Monday, November 1, 2010

Playing the Game

With a marginal profit there is a marginal risk. Securing the full value of the gain requires minimizing the marginal risk (present value being reduction of probable risk in the future based on past performance).

Minimizing the margin of risk to reward requires a gaming strategy. It is necessary to gain the confidence of buyers in the value of the marginal risk-to-reward. Politically, voters need to be convinced that they will not be stuck with all the risk (reduction of net worth and declining income) like it was with the previous Republican regime to produce the promise of future gain.

Since being stuck with all the risk is of recent memory, House Whip, John Boehner, says the Republican Party will not be running the same game as last time.

For the majority of voters, the question is then: what is the probability of being stuck with the risk that correlates with the reward? Backtesting, the probability is 100% without an additional catalyst. If the reward is not economic growth (i.e., less need for budget deficits), the promise of a Republican game indicates the need for growing budget deficits, like we have now.

The prospect of making the need worse is unthinkable, but if Republicans plan to cut the deficit without growth, the need (the risk to be bourne) increases. It will be like being offered a short-sale of your home. If you do not take the entire loss of your equity, you will be stuck with the loss and what you owe the bank on the loan. It will be the same with the budget deficit.

Budget deficits are a measure of need, not just out-of-control, wasteful spending like Republicans say it is. Record budget deficits directly correlate with Republican administration--the Reagan and Bush administrations in most recent memory.

The new game is to "Pledge" cutting the deficit. There is no bait-and-switch here, just cutting the deficit pure and simple. Combined with the tax-cut agendum, of course, the risk of general detriment (the need for deficit spending) will, supposedly, reduce proportionate to the extent of the cut. Democratic opposition to the tax cut (a compromise to the full extent of the cut) will be blamed for the extent of the detriment which will be a deepening recessionary trend into 2012. The game would then be politically perpetrated with virtually no risk of liability. The marginal risk would be successfully minimized and absorbed into the fully expected risk of realignment, which is virtually (binomially) no risk at all.

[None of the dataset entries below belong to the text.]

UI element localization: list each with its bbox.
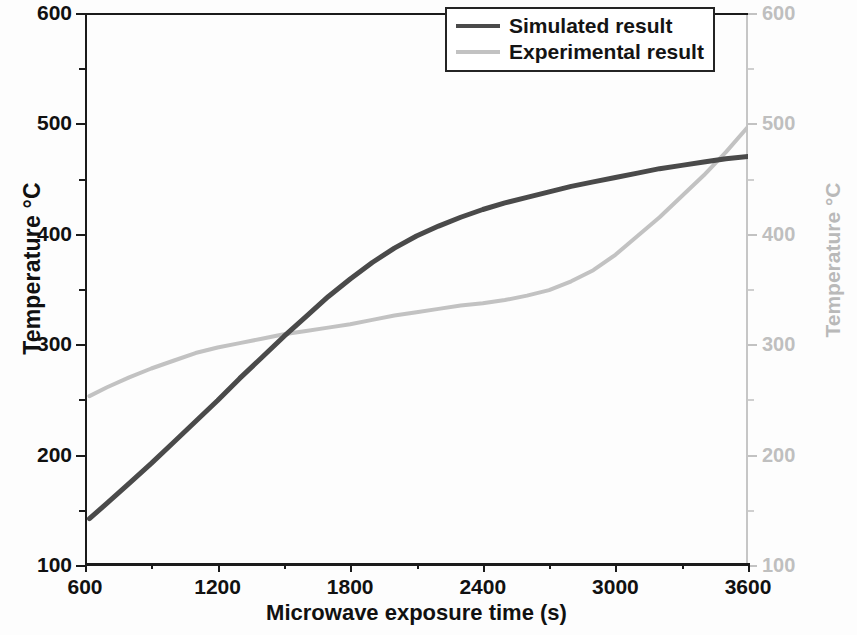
y-tick-label-right: 100	[762, 554, 795, 577]
legend-swatch-simulated	[456, 24, 500, 28]
x-tick-label: 2400	[459, 575, 506, 599]
y-tick-left	[76, 234, 85, 236]
y-tick-label-left: 300	[37, 332, 72, 356]
x-tick-label: 3000	[592, 575, 639, 599]
series-lines	[85, 13, 748, 565]
legend-label-experimental: Experimental result	[509, 40, 704, 64]
y-tick-label-right: 400	[762, 222, 795, 245]
legend-item-simulated: Simulated result	[456, 13, 704, 39]
plot-area: 100200300400500600 100200300400500600 60…	[85, 13, 748, 565]
x-tick-label: 600	[67, 575, 102, 599]
y-tick-right-minor	[748, 399, 754, 401]
y-tick-right	[748, 344, 757, 346]
line-experimental-result	[89, 127, 748, 396]
y-tick-left	[76, 13, 85, 15]
y-tick-label-left: 500	[37, 111, 72, 135]
y-tick-label-right: 500	[762, 112, 795, 135]
y-tick-left	[76, 455, 85, 457]
legend-item-experimental: Experimental result	[456, 39, 704, 65]
y-tick-label-left: 100	[37, 553, 72, 577]
y-tick-left	[76, 344, 85, 346]
y-tick-right	[748, 234, 757, 236]
y-tick-right-minor	[748, 179, 754, 181]
y-tick-right	[748, 13, 757, 15]
y-tick-right	[748, 123, 757, 125]
x-tick-label: 1200	[194, 575, 241, 599]
legend-swatch-experimental	[456, 50, 500, 54]
y-tick-right-minor	[748, 289, 754, 291]
y-tick-left	[76, 565, 85, 567]
y-tick-label-right: 600	[762, 2, 795, 25]
y-tick-right	[748, 455, 757, 457]
y-axis-right-title: Temperature °C	[821, 150, 845, 370]
legend: Simulated result Experimental result	[445, 7, 715, 72]
y-tick-left	[76, 123, 85, 125]
line-simulated-result	[89, 157, 748, 519]
x-tick-label: 3600	[725, 575, 772, 599]
x-tick-label: 1800	[327, 575, 374, 599]
chart-figure: Temperature °C Temperature °C Microwave …	[0, 0, 857, 635]
legend-label-simulated: Simulated result	[509, 14, 672, 38]
x-tick	[748, 563, 750, 572]
y-tick-label-right: 300	[762, 333, 795, 356]
y-tick-label-left: 200	[37, 443, 72, 467]
y-tick-label-left: 600	[37, 1, 72, 25]
x-axis-title: Microwave exposure time (s)	[85, 600, 748, 626]
y-tick-right-minor	[748, 510, 754, 512]
y-tick-right-minor	[748, 68, 754, 70]
y-tick-label-right: 200	[762, 443, 795, 466]
y-tick-label-left: 400	[37, 222, 72, 246]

Ideology will shape policy when technical analysis is needed. Ideologically, budget deficits, for example, are best eliminated, but it technically begs the question.

If budget deficits are ideologically reduced by popular demand of Tea Party candidates, the populace it is intended to represent will suffer a tremendous detriment when aggregate demand is reduced even further. It will be a technical disaster unless budget deficits are the technical result of a distribution that must occur from the accumulation, which is a fundamental, technical principle of capitalism (and the understanding is they want to return to the fundamentals). Without a distribution from the accumulation, budget deficits result.

Budget deficits largely measure the amount of distribution that needs to, but did not, occur. When the distribution is sub-optimal, basic needs go unmet without budget deficits.

Deficits occur as a technical, practical measure to provide for the general welfare. In order to technically eliminate budget deficits it is necessary to have an adequate distribution from the accumulation, not from the Congress, not from the Treasury, not from the Fed.

Without attending to the technicals, an ideological game of confidence is being played in which Tea Party (middle-class) populists have been burned too many times and intend to do something about it (minimize the marginal risk). So, the Republican Party is now saying it is not the same party that led the charge to pillage and plunder the middle class. As long as the Tea Party sticks to the technicals (reducing the value of its presence to a probable risk in the future based on reversing past performance), the republican form of government has a higher probability of being truly representative of the golden mean--the middle class.

The Republican Party has always tried to have a populist aspect, but the results have always failed the expectation of distributive value. Working from the inside out, however, the Tea Party is looking to game the party system to a positive, populist, middle-class default. The cognitive dissonance of being ideologically conservative but operationally liberal can be sufficiently reconciled with technical reality, realizing that the detriments we suffer have not always been by fault, but by default.